After starter Erik Bedard and reliever Sendy Rleal surrendered two runs to the Royals in the top of the sixth, my son and I moved on to center field seats beside the famous Camden Yards bullpens. Both figured to be active and before long, they were. There is something about the narrow confines and the amplified pop of the catcher's mitt that exacerbates the intimidation factor of a major league fastball. It was fun to see my own first experiences of this phenomenon now mirrored in the watchful eyes of my son.
A stopover inning was needed in the right field grandstands as we hunted that ballpark delicacy known to us as malasadas. You may call them doughboys or even fried dough. At Camden Yards, they are referred to as funnel cakes and the only concession stand offering them sold out the inning before. We emerged dejectedly from the concourse and landed in the first base box seats.

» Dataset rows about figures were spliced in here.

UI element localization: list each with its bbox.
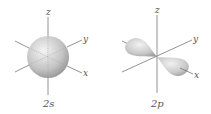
- z-axis-label: z: [154, 5, 160, 15]
- panel-2s: z y x 2s: [15, 7, 89, 109]
- x-axis-front: [67, 66, 82, 73]
- y-axis-back: [15, 65, 29, 72]
- p-orbital-lobe-negative: [125, 38, 157, 57]
- z-axis-label: z: [45, 7, 51, 17]
- y-axis-label: y: [82, 34, 89, 44]
- caption-2p: 2p: [150, 98, 164, 109]
- x-axis-label: x: [83, 68, 88, 78]
- orbital-diagram: z y x 2s z y x 2p: [0, 0, 211, 114]
- x-axis-back: [15, 41, 29, 48]
- p-orbital-lobe-positive: [157, 57, 189, 76]
- y-axis-front: [67, 40, 82, 47]
- x-axis-label: x: [194, 70, 199, 80]
- caption-2s: 2s: [42, 98, 55, 109]
- panel-2p: z y x 2p: [122, 5, 199, 109]
- y-axis-label: y: [192, 34, 199, 44]
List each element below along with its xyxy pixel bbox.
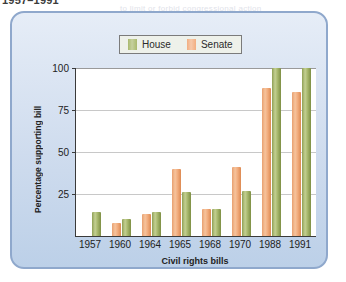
bar-house-1957[interactable] (92, 212, 101, 236)
x-tick-label-1970: 1970 (225, 239, 255, 250)
x-tick-label-1964: 1964 (135, 239, 165, 250)
legend-label-senate: Senate (201, 39, 233, 50)
bar-group-1968 (202, 68, 221, 236)
chart-panel: House Senate Percentage supporting bill … (10, 11, 328, 269)
y-tick-label-75: 75 (58, 105, 69, 116)
x-tick-label-1968: 1968 (195, 239, 225, 250)
bar-senate-1988[interactable] (262, 88, 271, 236)
plot-area (75, 68, 316, 237)
bar-house-1970[interactable] (242, 191, 251, 236)
legend-item-senate[interactable]: Senate (187, 39, 233, 50)
x-axis-tick-labels: 19571960196419651968197019881991 (75, 239, 315, 250)
bar-group-1960 (112, 68, 131, 236)
bar-house-1964[interactable] (152, 212, 161, 236)
y-tick-label-50: 50 (58, 147, 69, 158)
legend-swatch-house (128, 39, 137, 50)
bar-house-1988[interactable] (272, 68, 281, 236)
x-tick-label-1960: 1960 (105, 239, 135, 250)
bar-groups (76, 68, 316, 236)
chart-legend: House Senate (119, 35, 242, 54)
plot-area-wrapper: Percentage supporting bill 255075100 195… (35, 61, 320, 261)
legend-label-house: House (142, 39, 171, 50)
bar-group-1988 (262, 68, 281, 236)
legend-swatch-senate (187, 39, 196, 50)
bar-group-1991 (292, 68, 311, 236)
bar-group-1964 (142, 68, 161, 236)
bar-house-1991[interactable] (302, 68, 311, 236)
bar-senate-1968[interactable] (202, 209, 211, 236)
bar-group-1970 (232, 68, 251, 236)
y-tick-label-25: 25 (58, 189, 69, 200)
bar-senate-1970[interactable] (232, 167, 241, 236)
bar-house-1968[interactable] (212, 209, 221, 236)
x-tick-label-1957: 1957 (75, 239, 105, 250)
x-axis-title: Civil rights bills (75, 256, 315, 266)
figure-caption-top: 1957–1991 (2, 0, 59, 6)
bar-senate-1964[interactable] (142, 214, 151, 236)
bar-house-1960[interactable] (122, 219, 131, 236)
legend-item-house[interactable]: House (128, 39, 171, 50)
x-tick-label-1965: 1965 (165, 239, 195, 250)
y-axis-title: Percentage supporting bill (31, 89, 45, 229)
bar-senate-1965[interactable] (172, 169, 181, 236)
bar-group-1965 (172, 68, 191, 236)
x-tick-label-1988: 1988 (255, 239, 285, 250)
bar-house-1965[interactable] (182, 192, 191, 236)
bar-senate-1960[interactable] (112, 223, 121, 236)
y-tick-label-100: 100 (52, 63, 69, 74)
figure-page: 1957–1991 to limit or forbid congression… (0, 0, 346, 282)
bar-senate-1991[interactable] (292, 92, 301, 236)
x-tick-label-1991: 1991 (285, 239, 315, 250)
bar-group-1957 (82, 68, 101, 236)
y-axis-tick-labels: 255075100 (47, 61, 73, 236)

On the field, rookie infielder Brandon Fahey singled home the go-ahead run with two outs in the bottom of the eighth and closer Chris Ray was loosening in the bullpen. There would be little chance for extra innings so we hustled over to seats directly behind home plate for the ninth. On the way, it occurred to me this would be our ninth position of the game. We had become the Cesar Tovars of this Friday night crowd.
When ex-Red Sox Doug Mientkiewicz swung through a third strike, we remaining fans in attendance stood and cheered. Game over! Mientkiewicz turned to ask the plate umpire something, perhaps for the game ball to augment his collection. The ump replied by holding his hand at the approximate height of the final pitch and nodding his head.
Meanwhile, no one in the stands was leaving. The Lady did not intend to send us home without one more treat. It was fireworks night, and the Baltimore sky was soon ablaze with the same passion that had once inspired Francis Scott Key.
After the show, we staked out the players' parking lot along with a dozen other fans. A lean young man soon walked out of the runway with cell phone in hand. He would have escaped us entirely if not for the lot attendant pointing him out. It was Brandon Fahey and he was enjoying the anonymity of a rookie. His autograph became the perfect complement to that of Boog Powell's on my son's ball. Orioles past juxtaposed with Orioles future.
Behind us, the Babe's watch was at its end. On another coast, Barry Bonds was swinging for the fences. The lights of Lady Camden were extinguished and concessionaires had by now vacated Eutaw Street for the evening. Baseball's past juxtaposed with baseball's future.